Author | : Kathryn B. Ward |
Publisher | : Cornell University Press |
Total Pages | : 276 |
Release | : 1990 |
Genre | : Business & Economics |
ISBN | : 9780875461625 |
Since economists traditionally focus on market activities, women's non-wage labour has not been registered in works on economic development. On the other hand, women's wage labour has been described as supplementary or marginal to the household income as well as to economic development as a whole. The contributors to this collection did their research on women workers in countries from the core, the semiperiphery, and the periphery. The eight articles are introduced by Kathryn Ward, who presents a critical overview of the literature on women workers and globalization. In Ward's opinion we have to develop new definitions for some key concepts in our theories on women and work. These concepts should aim at including housework and work in the informal sector, and women's various acts of resistance. Ward also suggests new perspectives from which we should theorize about women's work in the process of global restructuring.
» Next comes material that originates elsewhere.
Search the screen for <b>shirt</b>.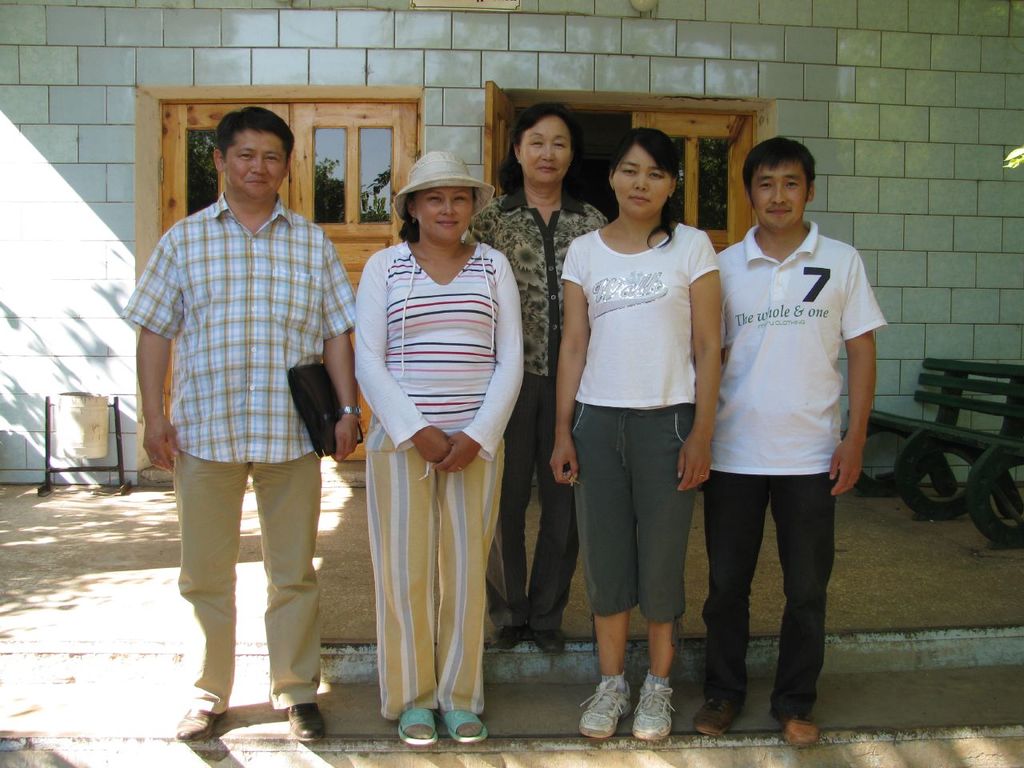
Found at pyautogui.locateOnScreen(119, 194, 358, 466).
Author | : Alice Kessler-Harris |
Publisher | : Oxford University Press |
Total Pages | : 431 |
Release | : 2003-02-13 |
Genre | : History |
ISBN | : 019977045X |
First published in 1982, this pioneering work traces the transformation of "women's work" into wage labor in the United States, identifying the social, economic, and ideological forces that have shaped our expectations of what women do. Basing her observations upon the personal experience of individual American women set against the backdrop of American society, Alice Kessler-Harris examines the effects of class, ethnic and racial patterns, changing perceptions of wage work for women, and the relationship between wage-earning and family roles. In the 20th Anniversary Edition of this landmark book, the author has updated the original and written a new Afterword.